Podcast: The Cult Queen of Canada by CBC Uncover
Host/Reporter: Rachel Brown
Date: March 16, 2026
Episode Theme: The escalating hostilities in the Saskatchewan town of Richmond as the so-called Kingdom of Canada cult, led by self-styled “Queen Romana,” settles back into the local school—sparking bizarre protest, community paranoia, and new forms of resistance.
In Episode 4 of “The Cult Queen of Canada,” Rachel Brown digs deep into the social unraveling in Richmond. The episode opens with a mysterious, unsettling protest video, then tracks the intensifying conflict between Richmond locals, the cult, and those caught in the crossfire. Through vivid first-hand accounts, Rachel explores how lines have blurred between “good guys” and “bad guys”—with small-town tensions fueling unpredictable, sometimes desperate moves.
Opening Scene: An anonymous source from Richmond sends Rachel a video: two people in clown suits, holding a parody “King-DUMB of Canada” flag, burn it—in eerie silence, referencing a similar act by Romana herself.
Rachel’s Reaction: “Sometimes I think it’s hilarious, other times terrifying…Who are the people in these clown suits?”
Impact on the Town: The clown stunt signals “the rules of engagement have been thrown out the window”—locals are getting weird, breaking from peaceful protest.
“There is a new energy to this video. They're desperate and getting weird. The rules of engagement have been thrown out the window.” (Rachel Brown, [02:53])
Brad confronts the cult about the floodlights aggressively (“Hey, you bunch of turds!” [05:16]).
He tries various strategies: bylaw enforcement, a failed warrant, and (secretly) blocking sewer access to cut off utilities.
“Everybody thinks the Queen is full of shift. And now I think they might be in a day or two.” (Brad, [06:22])
The town’s internal divisions erupt: threats fly, paranoia spreads, people openly threaten violence (including burning down the school).
Rachel highlights a dark irony: locals once horrified by the cult’s threats are now issuing their own.
“It sounds like you’re willing to get hurt. You're willing to put your life on the line for this.”
“Yeah, I am. This town has suffered enough for these people. I'm taking my town back.” (Shauna, [07:33]–[07:37])
Roxanne, owner of Brown Bear Grocery/Post Office/Liquor, becomes a focal point. By law, she can't refuse service or mail to the cult.
She’s caught between cult demands (“do this, do this”) and local hostility—receiving threats, losing friends, and experiencing severe stress-related illness.
“I had pneumonia. I had influenza A. I had shingles twice. It was bad.
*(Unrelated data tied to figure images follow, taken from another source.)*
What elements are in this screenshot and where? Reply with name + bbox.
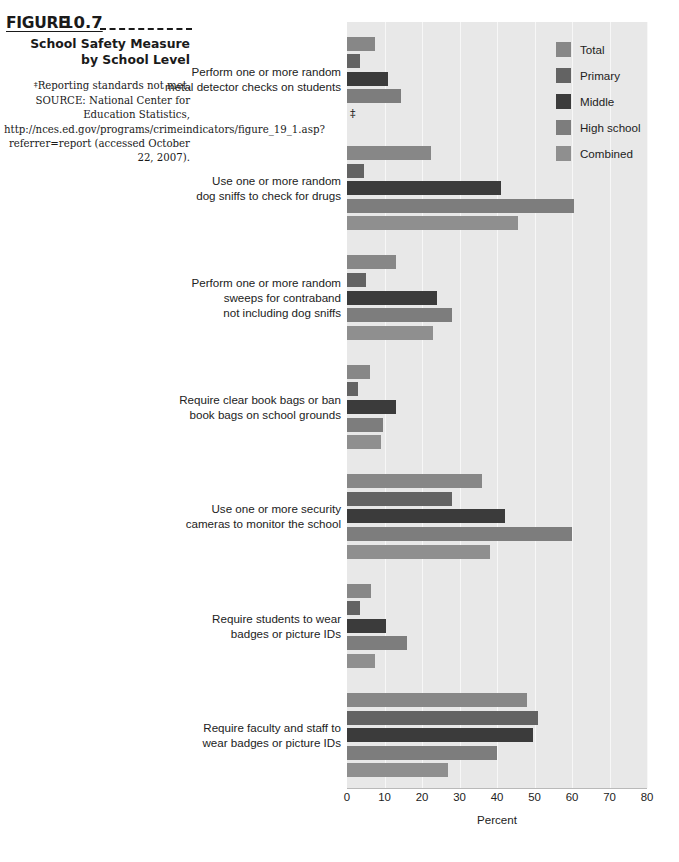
category-label-line: dog sniffs to check for drugs [101, 188, 341, 203]
category-label-line: Require clear book bags or ban [101, 392, 341, 407]
category-label-line: metal detector checks on students [101, 79, 341, 94]
bar [347, 763, 448, 777]
bar [347, 474, 482, 488]
legend-item[interactable]: Primary [556, 62, 641, 88]
category-label-line: Perform one or more random [101, 64, 341, 79]
category-label-line: Perform one or more random [101, 275, 341, 290]
bar [347, 601, 360, 615]
category-axis-labels: Perform one or more randommetal detector… [98, 0, 341, 862]
legend-swatch-icon [556, 68, 571, 83]
legend-item[interactable]: Total [556, 36, 641, 62]
bar [347, 308, 452, 322]
bar [347, 619, 386, 633]
bar [347, 37, 375, 51]
gridline [647, 22, 648, 788]
category-label: Require faculty and staff towear badges … [101, 720, 341, 750]
category-label: Perform one or more randommetal detector… [101, 64, 341, 94]
bar [347, 291, 437, 305]
x-axis-title: Percent [347, 813, 647, 826]
x-axis-line [347, 788, 647, 789]
chart-legend: TotalPrimaryMiddleHigh schoolCombined [556, 36, 641, 166]
legend-label: High school [580, 121, 641, 134]
legend-swatch-icon [556, 94, 571, 109]
figure-label: FIGURE [6, 14, 68, 32]
bar [347, 89, 401, 103]
category-label: Require students to wearbadges or pictur… [101, 611, 341, 641]
bar [347, 146, 431, 160]
bar [347, 181, 501, 195]
gridline [535, 22, 536, 788]
legend-label: Primary [580, 69, 620, 82]
category-label-line: Require faculty and staff to [101, 720, 341, 735]
bar [347, 418, 383, 432]
x-tick-label: 0 [332, 791, 362, 803]
bar [347, 636, 407, 650]
bar-missing-marker: ‡ [350, 107, 356, 121]
category-label-line: cameras to monitor the school [101, 516, 341, 531]
bar [347, 72, 388, 86]
gridline [460, 22, 461, 788]
legend-swatch-icon [556, 42, 571, 57]
bar [347, 164, 364, 178]
legend-label: Total [580, 43, 605, 56]
category-label-line: book bags on school grounds [101, 407, 341, 422]
bar [347, 54, 360, 68]
bar [347, 545, 490, 559]
gridline [497, 22, 498, 788]
bar [347, 584, 371, 598]
bar [347, 199, 574, 213]
bar [347, 492, 452, 506]
legend-label: Combined [580, 147, 633, 160]
category-label-line: badges or picture IDs [101, 626, 341, 641]
category-label-line: wear badges or picture IDs [101, 735, 341, 750]
bar [347, 216, 518, 230]
bar [347, 509, 505, 523]
category-label-line: Use one or more random [101, 173, 341, 188]
bar [347, 654, 375, 668]
bar [347, 382, 358, 396]
legend-label: Middle [580, 95, 614, 108]
x-tick-label: 80 [632, 791, 662, 803]
bar [347, 746, 497, 760]
x-tick-label: 60 [557, 791, 587, 803]
gridline [422, 22, 423, 788]
bar [347, 273, 366, 287]
category-label: Use one or more securitycameras to monit… [101, 501, 341, 531]
category-label-line: not including dog sniffs [101, 305, 341, 320]
bar [347, 527, 572, 541]
category-label-line: Use one or more security [101, 501, 341, 516]
legend-swatch-icon [556, 120, 571, 135]
x-tick-label: 70 [595, 791, 625, 803]
bar [347, 255, 396, 269]
category-label: Perform one or more randomsweeps for con… [101, 275, 341, 321]
bar [347, 711, 538, 725]
bar [347, 326, 433, 340]
bar [347, 435, 381, 449]
category-label-line: sweeps for contraband [101, 290, 341, 305]
x-tick-label: 50 [520, 791, 550, 803]
category-label-line: Require students to wear [101, 611, 341, 626]
legend-item[interactable]: Middle [556, 88, 641, 114]
bar [347, 400, 396, 414]
x-tick-label: 10 [370, 791, 400, 803]
figure-number: 10.7 [62, 13, 103, 32]
x-tick-label: 20 [407, 791, 437, 803]
category-label: Require clear book bags or banbook bags … [101, 392, 341, 422]
bar [347, 693, 527, 707]
legend-swatch-icon [556, 146, 571, 161]
x-tick-label: 40 [482, 791, 512, 803]
bar [347, 365, 370, 379]
legend-item[interactable]: Combined [556, 140, 641, 166]
legend-item[interactable]: High school [556, 114, 641, 140]
category-label: Use one or more randomdog sniffs to chec… [101, 173, 341, 203]
bar [347, 728, 533, 742]
x-tick-label: 30 [445, 791, 475, 803]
It was the stress of what my town people were doing to me because of her [Romana].” (Roxanne, [13:22])
Ultimately, her doctor advises her to stop doing business with the cult for her own health ([13:48]).
Jody, a newcomer and self-styled neutral, voices concern that anti-cult locals have become more extreme than the cult itself.
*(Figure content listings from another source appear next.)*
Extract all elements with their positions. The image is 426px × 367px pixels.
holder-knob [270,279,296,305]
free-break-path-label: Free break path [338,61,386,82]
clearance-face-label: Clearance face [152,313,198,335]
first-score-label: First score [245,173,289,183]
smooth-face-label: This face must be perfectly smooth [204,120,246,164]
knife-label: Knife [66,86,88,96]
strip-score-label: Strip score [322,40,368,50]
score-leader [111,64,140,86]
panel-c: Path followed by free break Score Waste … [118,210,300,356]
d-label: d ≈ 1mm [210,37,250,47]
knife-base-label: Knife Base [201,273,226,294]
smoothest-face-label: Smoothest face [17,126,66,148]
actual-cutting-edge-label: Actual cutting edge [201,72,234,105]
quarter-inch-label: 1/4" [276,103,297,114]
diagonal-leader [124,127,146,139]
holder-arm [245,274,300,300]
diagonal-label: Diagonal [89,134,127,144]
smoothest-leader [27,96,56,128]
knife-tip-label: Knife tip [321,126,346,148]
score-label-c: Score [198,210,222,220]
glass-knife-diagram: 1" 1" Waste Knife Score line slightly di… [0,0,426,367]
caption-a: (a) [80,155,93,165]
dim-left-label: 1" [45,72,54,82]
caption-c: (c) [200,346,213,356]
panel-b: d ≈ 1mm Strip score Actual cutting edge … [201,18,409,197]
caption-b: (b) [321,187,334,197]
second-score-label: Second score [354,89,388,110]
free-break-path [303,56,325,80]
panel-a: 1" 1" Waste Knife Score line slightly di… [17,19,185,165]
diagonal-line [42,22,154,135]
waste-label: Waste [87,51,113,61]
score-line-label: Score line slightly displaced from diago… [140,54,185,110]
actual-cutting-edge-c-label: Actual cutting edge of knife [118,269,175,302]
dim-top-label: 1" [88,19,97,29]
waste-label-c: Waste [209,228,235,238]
“I fear some of the locals more than the cult. They’re more extreme.” (Jody Smith, [15:09])
He believes in civil rights, supporting the cult’s right to exist peacefully—even if he disagrees with them:
“I support their rights as a Canadian to believe what they want and live in peace. Even though you are a little wingnut, that’s fine.” (Jody Smith, [17:26])
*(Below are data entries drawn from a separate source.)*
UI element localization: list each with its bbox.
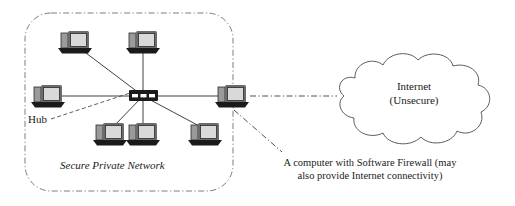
hub-label: Hub xyxy=(28,113,47,125)
workstation-top-right xyxy=(126,31,160,54)
cloud-label-line1: Internet xyxy=(397,80,431,92)
cloud-label-line2: (Unsecure) xyxy=(390,94,439,107)
firewall-caption-leader xyxy=(234,110,282,152)
lan-links xyxy=(62,50,218,128)
workstation-mid-left xyxy=(31,85,65,108)
workstation-bottom-mid xyxy=(126,123,160,146)
network-hub-icon xyxy=(129,90,158,101)
firewall-caption-line2: also provide Internet connectivity) xyxy=(298,170,443,182)
workstation-bottom-right xyxy=(188,123,222,146)
firewall-caption-line1: A computer with Software Firewall (may xyxy=(284,157,458,169)
firewall-computer-icon xyxy=(215,85,249,108)
workstation-top-left xyxy=(58,31,92,54)
secure-network-label: Secure Private Network xyxy=(60,159,166,171)
network-diagram: Internet (Unsecure) Hub Secure Private N… xyxy=(0,0,515,206)
network-diagram-canvas: Internet (Unsecure) Hub Secure Private N… xyxy=(0,0,515,206)
workstation-bottom-left xyxy=(93,123,127,146)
Jody and his wife endure social ostracism and online harassment (“the Facebook Taliban” [22:33]) for their open-mindedness.
Town politics fracture around “the Seniors” (a morning social club), which includes cult sympathizers like Ricky Manns and Melinda Fisher.
A power shift at the community hall creates a new axis of suspicion—those associated with the cult are stigmatized.
Tensions boil over at a town meeting, with Jody's wife publicly denouncing her critics:
“You want to put somebody over here? You want to put somebody over here? There’s a rest between them.” (Jody Smith's wife, [24:56])
“Jody says if elected, he'll leave the cult alone. To Brad's mind, this is as good as letting them take over. And he's not going to let that happen.” (Rachel Brown, [25:32])
Rachel notes that many on both sides share anti-government, anti-vaccine, and anti-Liberal views; cultural conservatism runs deep.
“Most people involved in this story seem to fall on the right side of the political spectrum... This is the land of ‘fuck Trudeau’ flags.” (Rachel Brown, [26:40])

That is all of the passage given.